Nobody guarantees a smooth ride for the people who fly through hurricanes. The aircraft that gather data for NOAA and the Air Force have to navigate some of the strongest low-level winds found anywhere. Usually, it's not as bad as you might think. The wind that spirals around a hurricane's eye may blow hard, but the flow is often quite smooth and not terribly turbulent. The scariest part is the inner ring of torrential rains and squalls known as the eyewall. That's where a set of hurricane hunters almost hit the sea back in 1989.

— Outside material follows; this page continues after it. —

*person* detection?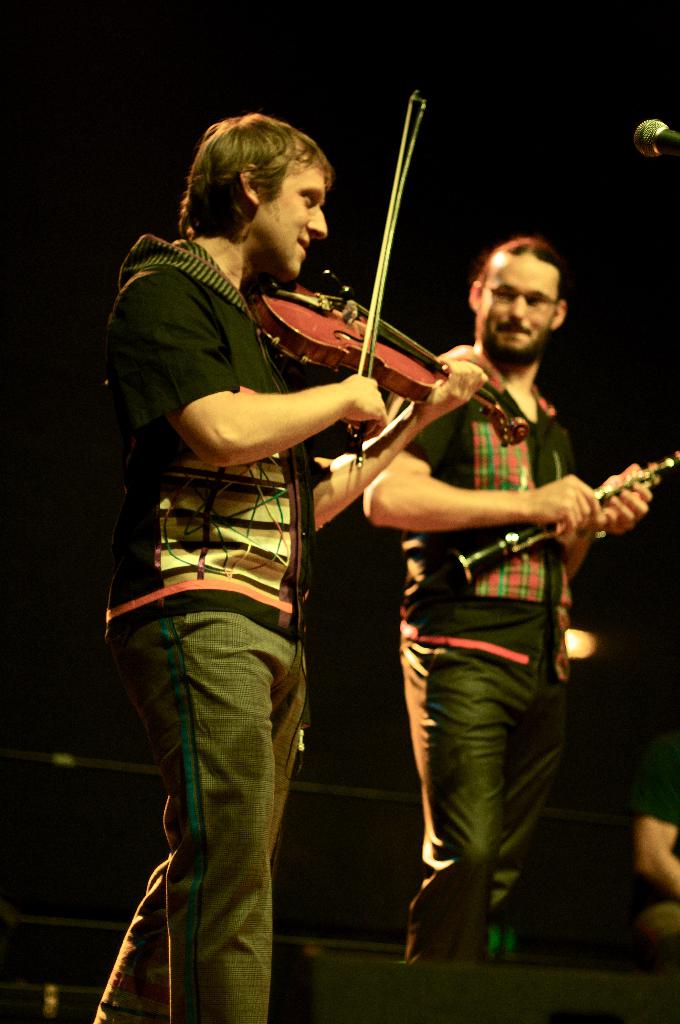
x1=371 y1=232 x2=649 y2=960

They were flying aboard a P-3 east of Barbados, going after Hurricane Hugo. It was a growing storm, but the 16 people on board didn't know that Hugo was at Category 5 intensity--the strongest there is. Suddenly the plane was hammered with updrafts and downdrafts pushing at several times the force of gravity. An engine caught fire. The plane dropped to within a thousand feet of the Atlantic, and minutes later it was trapped inside Hugo's eye. After a few tense moments and some expert flying, the plane dumped fuel and made it to a safer altitude. Help soon arrived with an Air Force C-130 that checked out each side of the eyewall. The C-130 found a weak spot on the northeast side where the damaged P-3 could exit safely. In just a few hours, the close call was a memory for those pilots, scientists, and technicians, along with one newspaper reporter who got the story of a lifetime.

Thanks today to Bob Henson, who writes about weather and stays away from hurricanes in Boulder, Colorado. The Weather Notebook is a production of the Mount Washington Observatory. It's supported generously by Subaru, the beauty of all wheel drive. To put your eye on more hurricane stories, go to our website at weathernotebook.org.